Today, with Government cut-backs and the recession, current expenditure is severely restricted, and capital expenditure is also controlled by Government and has to stretch to cover social as well as industrial demands. Capital expenditure is restricted even where the local authority has the resources itself. If the receipts from interest on capital could be used for capital expenditure, instead of going into the revenue account, that would provide much more municipal opportunity. I know that the Government turned down that suggestion in relation to the last local government Act, but they should think about it again.

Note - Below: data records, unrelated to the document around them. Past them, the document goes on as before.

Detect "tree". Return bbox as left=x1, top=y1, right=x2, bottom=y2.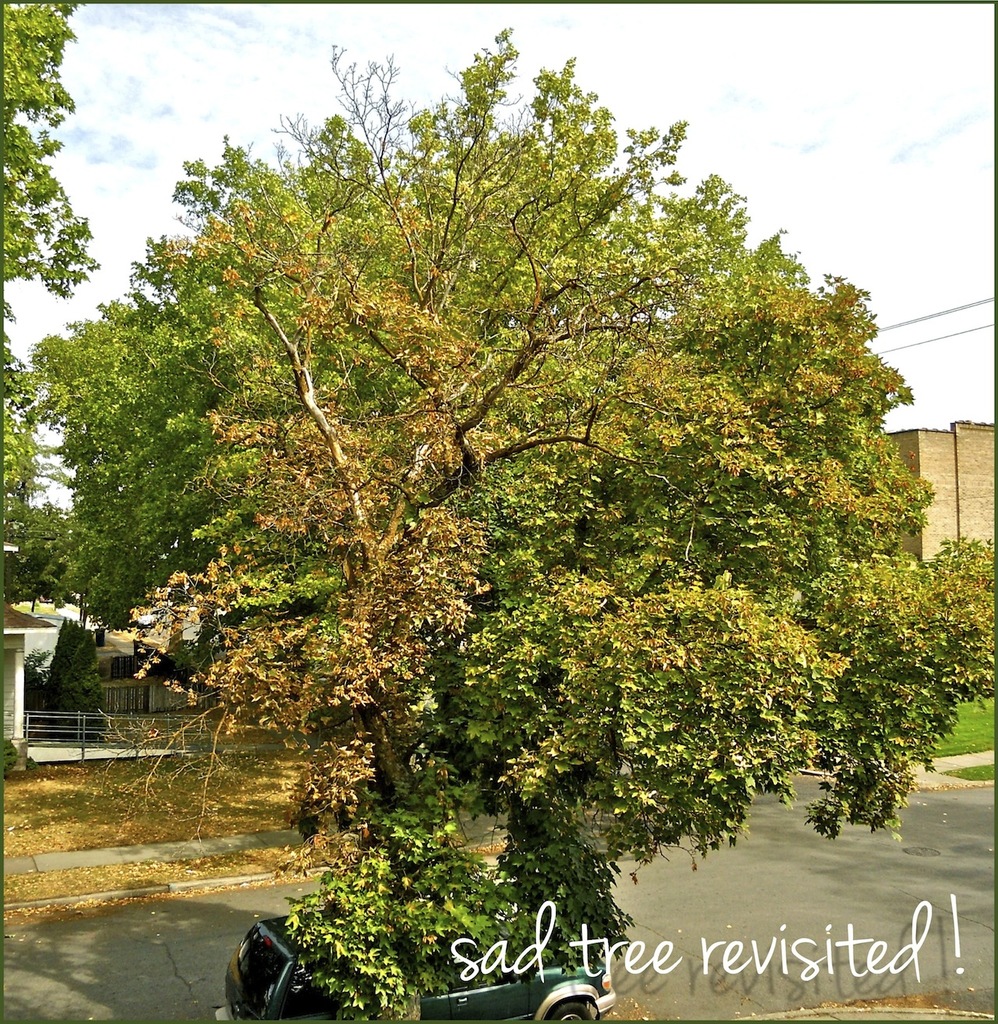
left=88, top=68, right=816, bottom=846.
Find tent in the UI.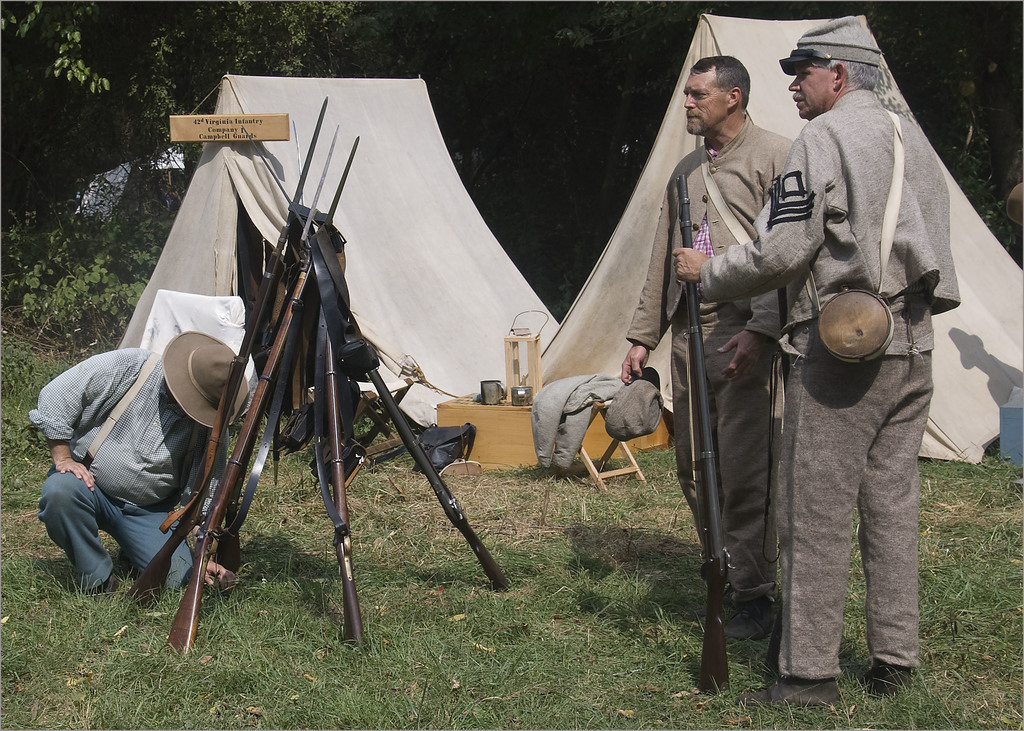
UI element at (left=515, top=7, right=1023, bottom=463).
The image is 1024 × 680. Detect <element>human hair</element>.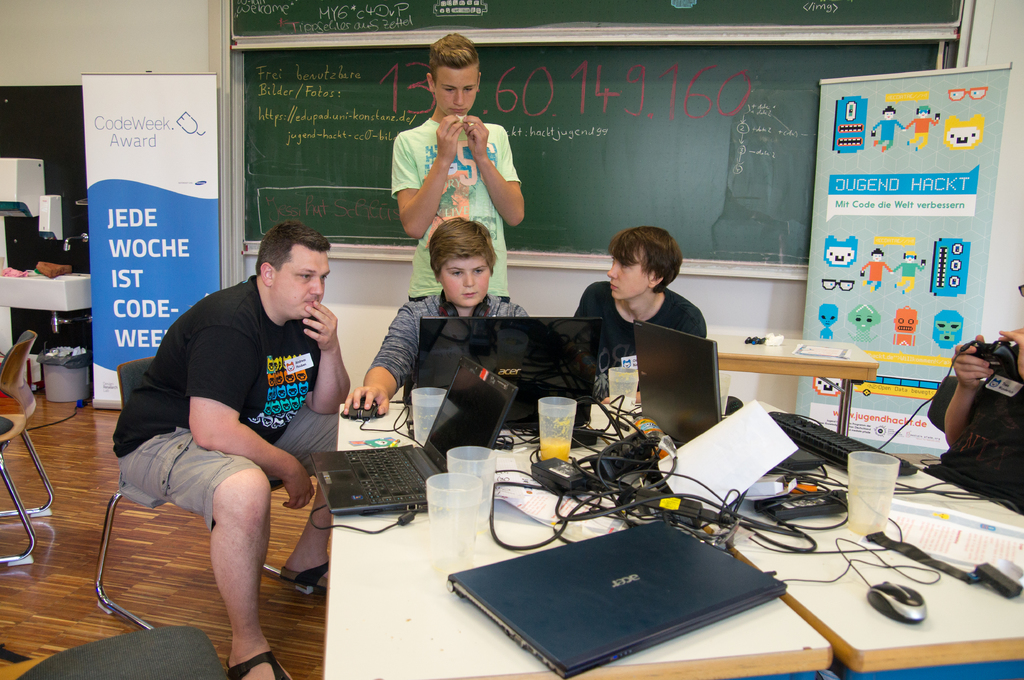
Detection: bbox=[252, 219, 332, 275].
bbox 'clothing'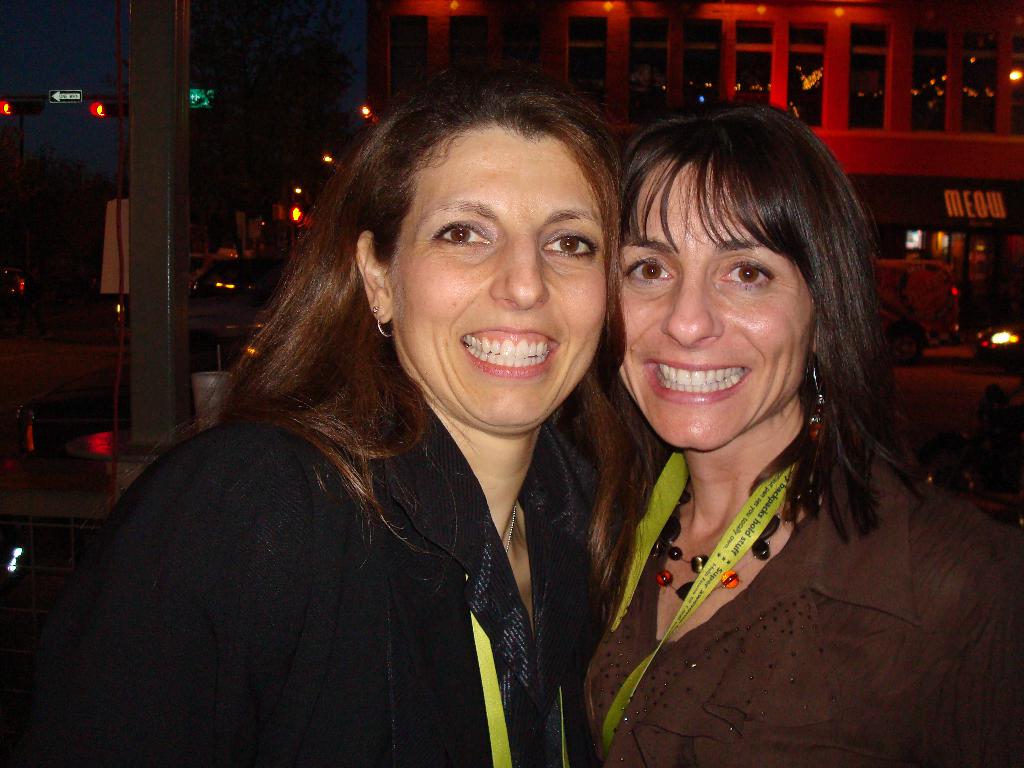
[left=77, top=228, right=589, bottom=752]
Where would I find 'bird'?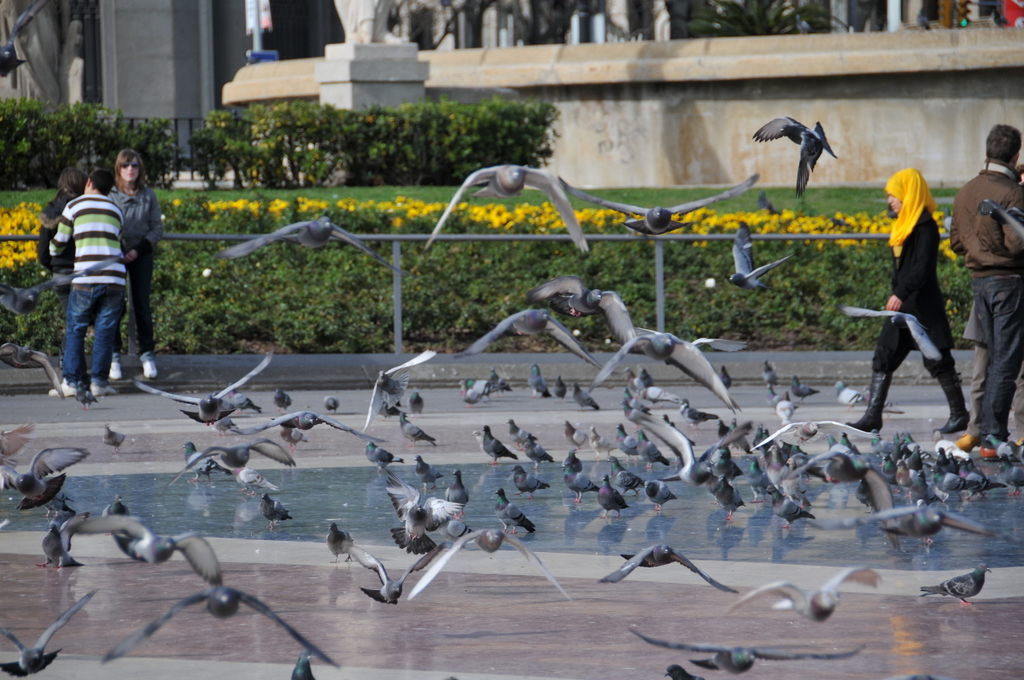
At detection(914, 559, 993, 611).
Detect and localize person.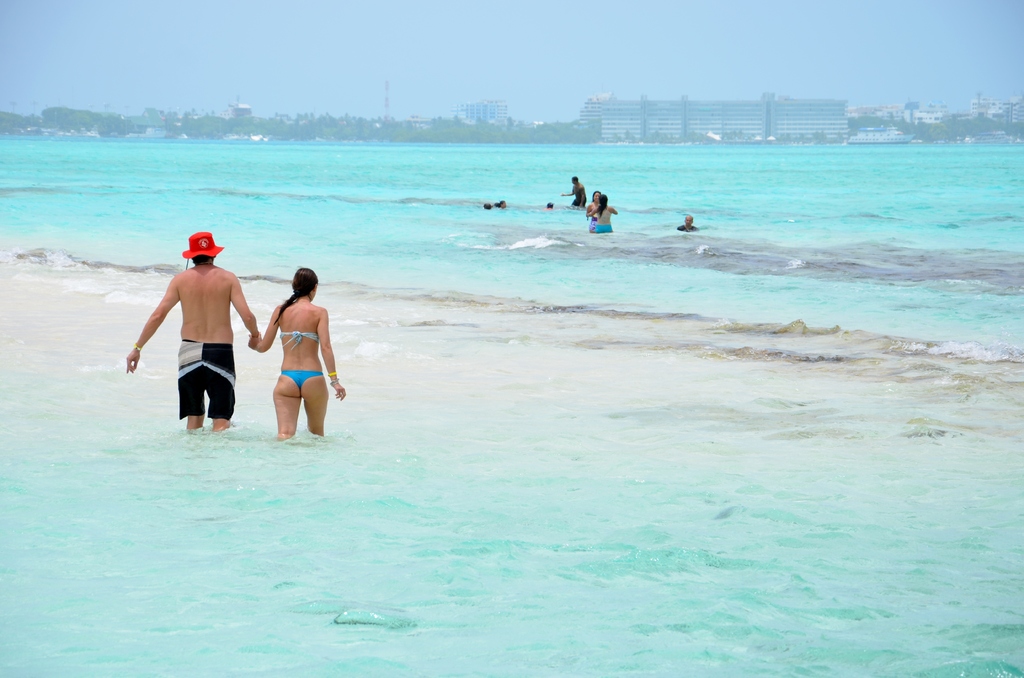
Localized at 559/177/583/207.
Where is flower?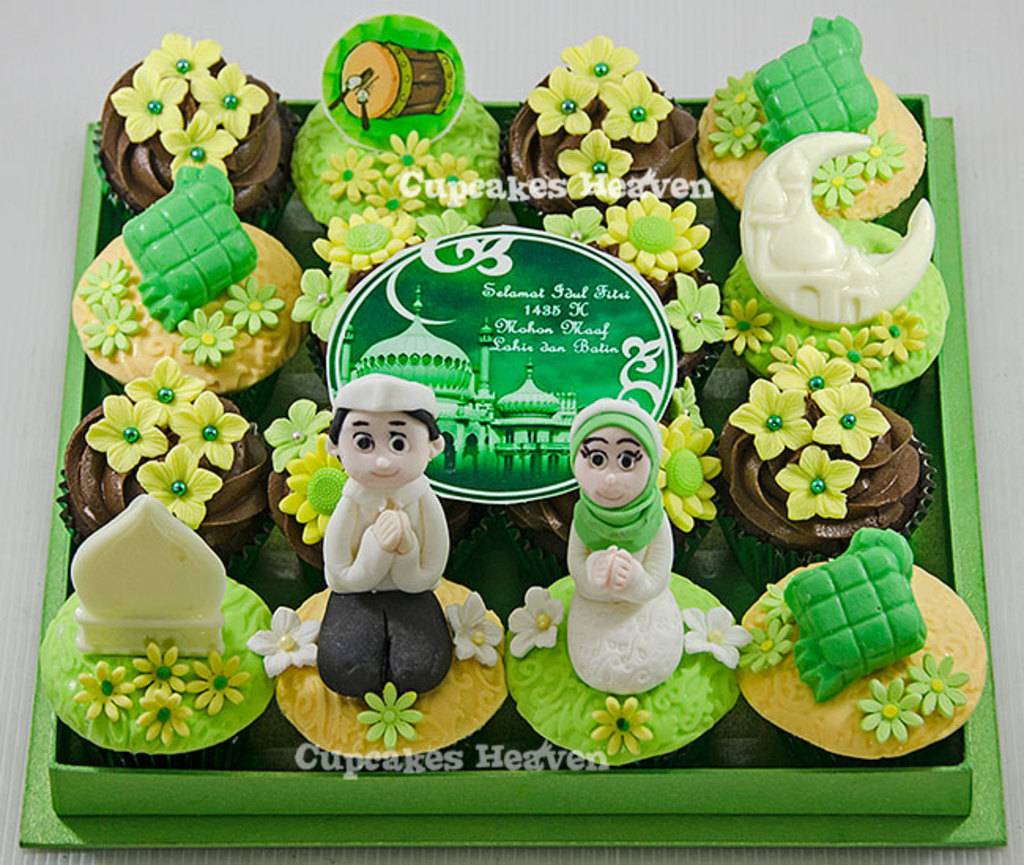
BBox(222, 277, 287, 332).
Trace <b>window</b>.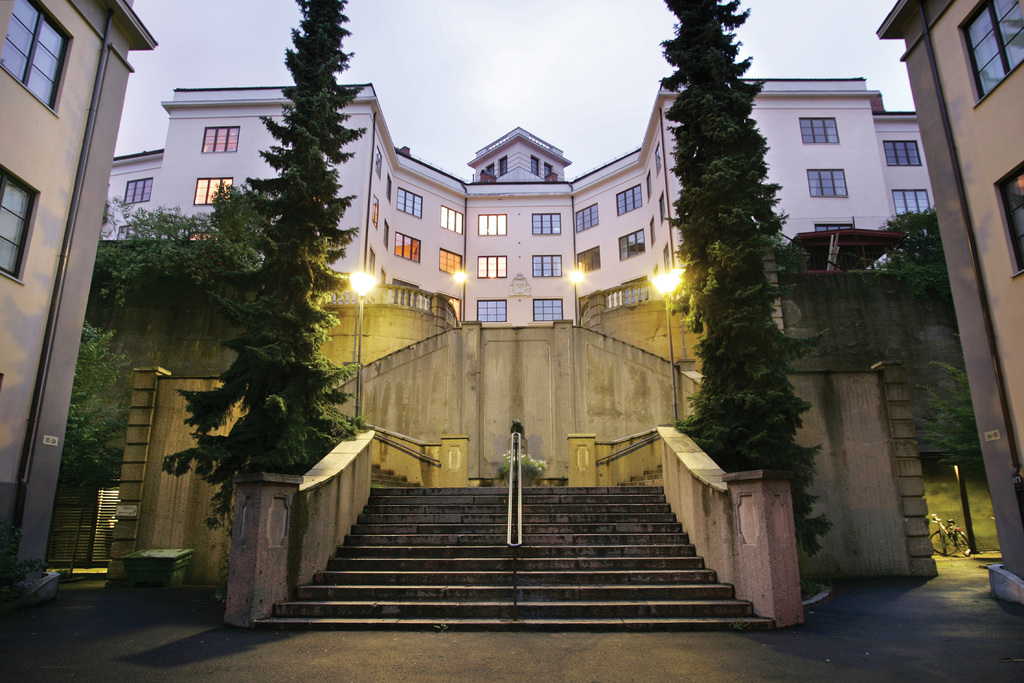
Traced to left=200, top=125, right=242, bottom=154.
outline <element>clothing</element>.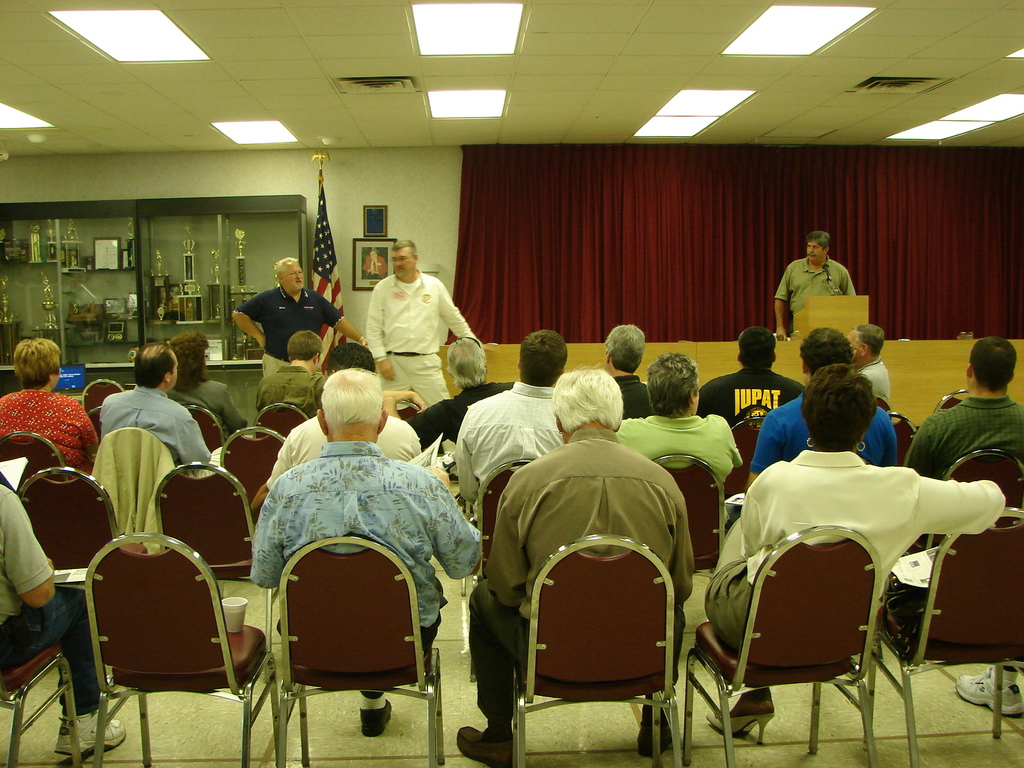
Outline: [701, 451, 998, 659].
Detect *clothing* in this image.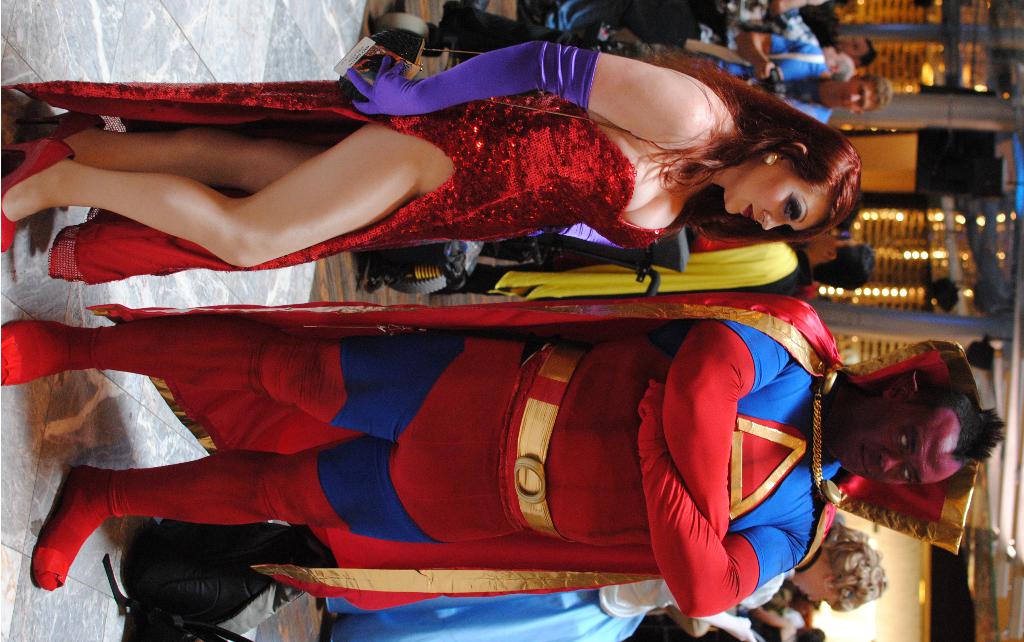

It would compensate a little if it is impossible to budge them on the question of cutting the rate.

If the Minister says that many authorities do not spend anything like up to the product of a 2 pence rate, he is probably right. If that is so, and if provision were made for a general power to assist industry—and so set it apart, as the 2 pence rate was in Section 137—then it would concern only those areas, such as Tyne and Wear, and others, that are spending up to the product of a 2p rate, or sometimes even more because of their own local Acts, which will disappear. if the power is restricted to industrial activity and growth, I cannot see it being used other than for the right purposes.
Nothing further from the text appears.